Of course the $12 trees in lot A are
pathetic, lopsided and/or usually about three feet tall.
And naturally, Christmas trees in the other lots
are of better quality and priced three times higher. But
since you are already there
I get tired of seeing this scam year after year. Imagine
a grocery store with a sign outside All T-bone
steaks in a case $1 each. And when you
go in, you find they are all gristle and bone with
expired freshness dates- not even fit for dogs. But you
are already in the store, so you do your shopping. Whats
wrong with this picture?
The glib, ambiguous use of words to obfuscate clear
meaning may not be a violation of the letter of the law,
but it is nevertheless a deceptive and unethical business
practice which should be stopped.
***
The Merrimack Valley is a haven for municipal trash
incinerators.
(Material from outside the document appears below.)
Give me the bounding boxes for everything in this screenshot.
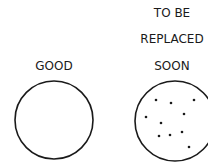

The Covanta incinerator off route 495 in
Haverhill has a capacity of some 1650 tons of trash a
day. North Andovers Wheelabrator incinerator-just a
couple of miles downwind on route 125- can burn 1500 tons
a day.
Between these two incinerators, thats a staggering
1.15 million tons of trash burned annually. And trash
doesnt just vaporize after incineration. About 30%
is left behind as ash. Thats about 345,000 tons of
concentrated toxic ash to be landfilled in our community-
a legacy for our childrens children. Not to mention
mercury emissions.
No wonder Rhode Island banned incinerators in 1992. Even
the Philippines banned incinerators. Too dirty and
unhealthy for the Philippines, incinerators are
apparently all right for us. The trash industry has
indeed found a welcoming home in the Merrimack Valley.
***
Years ago, I lived and worked in Madrid, Spain. I have
fond memories of that time, especially of the Spaniards,
a gregarious and sentimental people. Like the Europeans,
I spent lots of time in cafes and bars. I remember a
conversation with a young Spanish intellectual in which
he remarked, You Americans have a problem with the
body.
He was a thoughtful and intelligent guy, not the rabid
sort of anti-Americanist one sometimes finds in European
cafes, whose train of logic starts with hatred of America
and works backwards producing the appropriate premises. I
thought it was a curious thing to say, but in the many
years since our conversation, I have realized what he
meant.
A good example of our collective problem with the body is
the furor over mothers nursing babies in public. I dont
know what can be more natural and wholesome than
breastfeeding a baby, but not everyone agrees.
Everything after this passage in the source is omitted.